Walther argues that media sometimes facillitates communication that surpasses normal interpersonal communication levels, offering a new perspective on hyperpersonal communication. Traditional CMC channels are discussion boards, emails, and chat room, but they have evolved quite a bit over the years. He begins by saying CMC messages are ineffective in cases when interpersonal exchange is needed because the medium provides “scant social infomation” (Walther 4). Basically, this means that users require more information for tasks and satisfactory socialization, depending on the case. Impersonal CMC had the reputation for getting the job done and is the grandfather of communication exchange in the technology industry. Interpersonal CMC is viewed as the gold standard and has long been the reference point for good, solid communication mediums. This approach takes a social information processing perspective based on principles in social cognition and interpersonal relationship development (Walther 10). This model makes a few assumptions about users being driven to develop social relationships, but primarily distinguises CMC from Face-to-Face (FtF) communication by pointing out the differences in the processes do not have to deal with the amount of social information exchanged but with the rate of social information exchange. Hyperpersonal communication extends into the realm we are in today. Initially, Walther states that this is the level where CMC has surpassed the level of affection and emotion parallel to FtF communication. He breaks these down into social interactions and work groups. CMC groups outperformed FtF groups on several dimensions of intimacy, social orientation and interpersonally speaking. He articulates his findings from two main points of view— the receiver, idealized perception, who inflates the perception of their partner, and the sender, optimized self-presentation, who seeks to achieve a particular impression by performance design (Walther 18-19). Overall all obvious social cues are reduced and user have to look for more subtle clues.

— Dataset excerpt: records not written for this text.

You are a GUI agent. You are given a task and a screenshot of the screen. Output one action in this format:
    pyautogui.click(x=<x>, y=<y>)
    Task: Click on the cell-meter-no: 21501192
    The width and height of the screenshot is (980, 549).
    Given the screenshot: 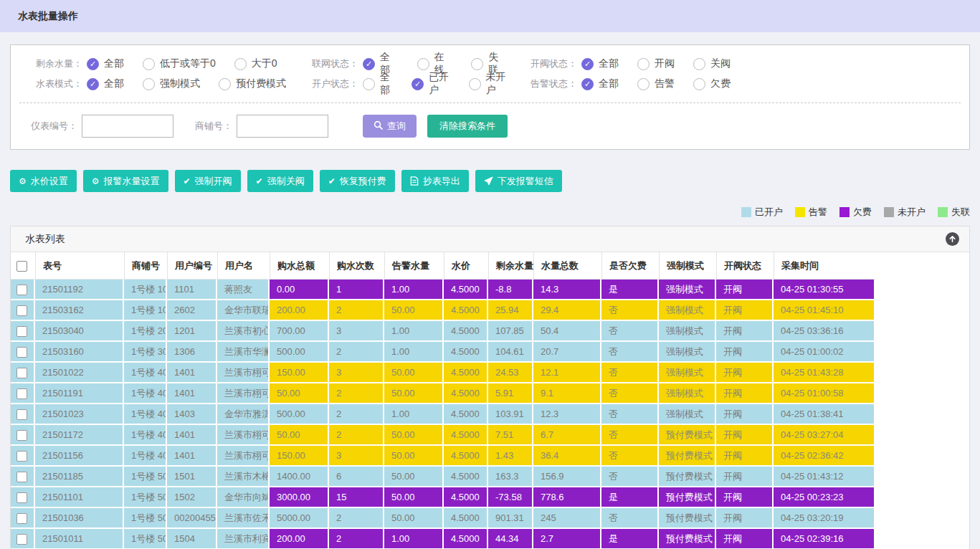 What is the action you would take?
    pyautogui.click(x=80, y=290)
    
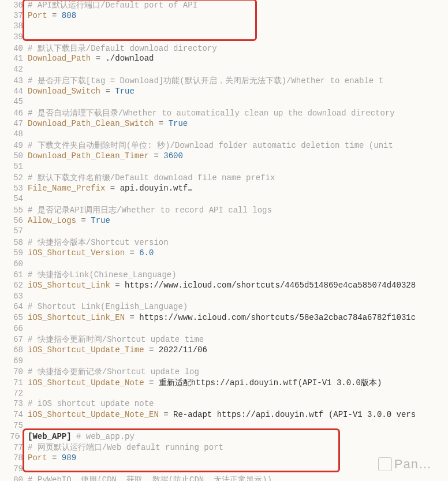 Image resolution: width=448 pixels, height=481 pixels. Describe the element at coordinates (224, 178) in the screenshot. I see `code-line: 52# 默认下载文件名前缀/Default download file name…` at that location.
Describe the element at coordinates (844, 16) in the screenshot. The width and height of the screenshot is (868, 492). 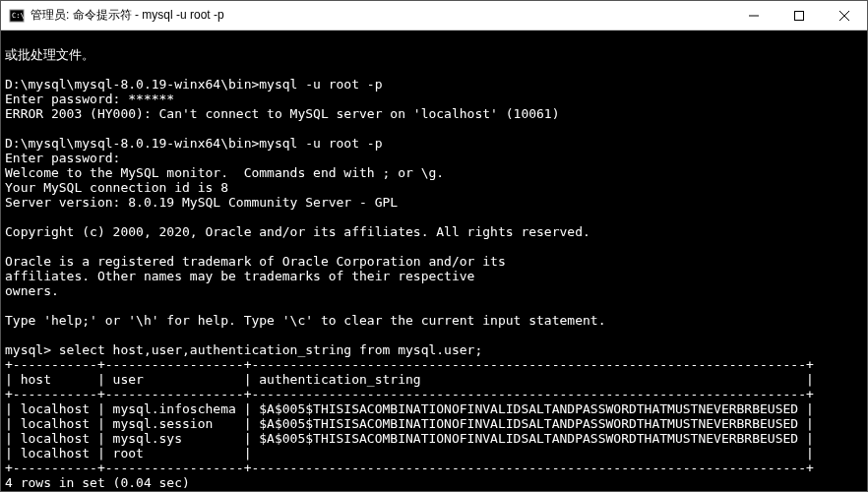
I see `close-button` at that location.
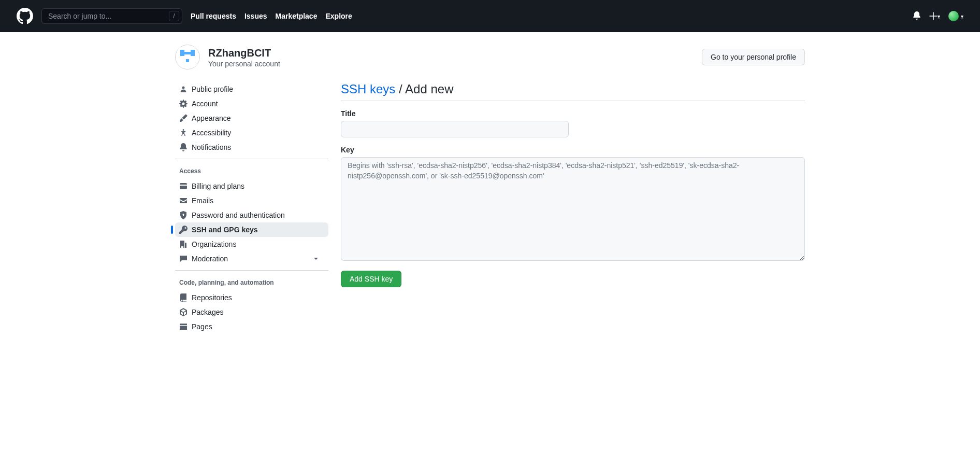 The width and height of the screenshot is (980, 462). Describe the element at coordinates (244, 64) in the screenshot. I see `account-subtitle: Your personal account` at that location.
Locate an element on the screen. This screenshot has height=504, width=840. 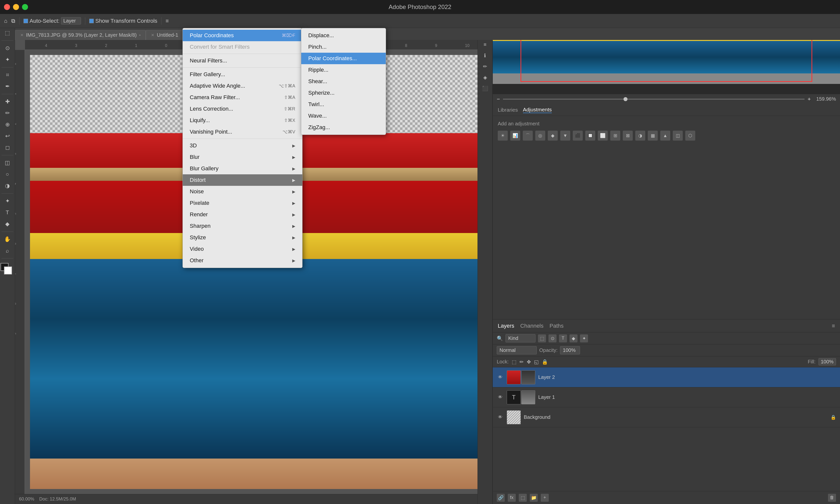
adj-brightness: ☀ is located at coordinates (503, 136).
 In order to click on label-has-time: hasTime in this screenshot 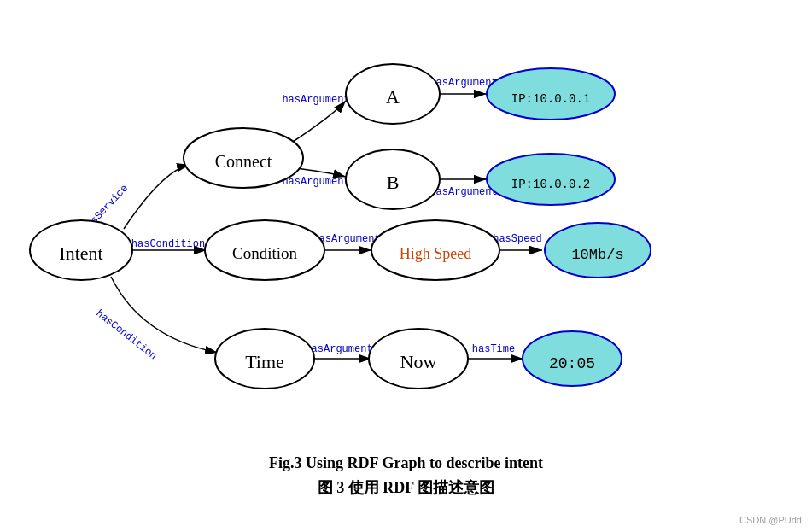, I will do `click(494, 349)`.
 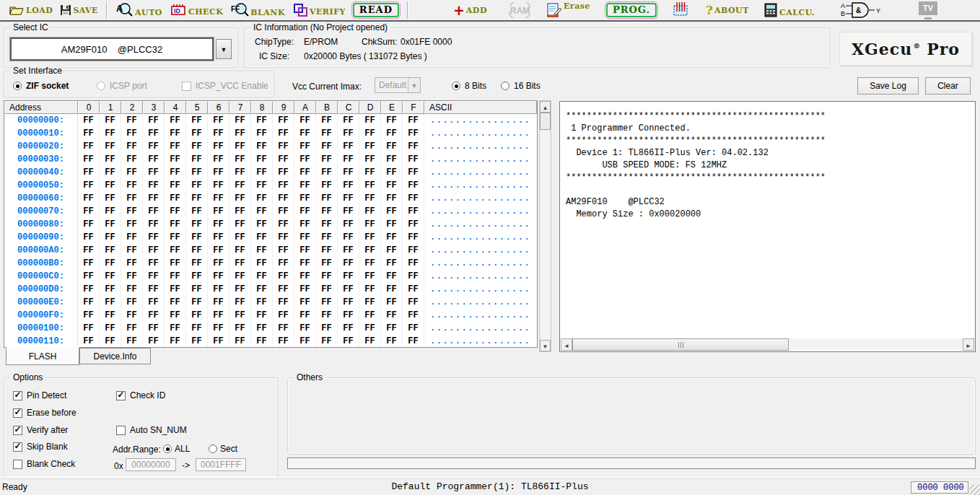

Overall, I thought it was a thoroughly researched and well-written paper. I thought it was very interesting that Walther noticed CMC has the ability to supersede interpersonal communication into hyperpersonal. This was a bizarre idea at the time, but his research and predictions have served him well as time continues to pass. Today, our most deep and intimated conversations often occur through hyperpersonal communication via FaceTime, WhatsApp, and Skype. This has produced positive results for long distance relationships and have allowed families to stay in touch across different continents. What would be the next step of CMC? What level is beyond hyperpersonal? Holographic communication? Maybe we will be able to sent direct messages in the form of a hologram to each other 15 or 20 years down the road.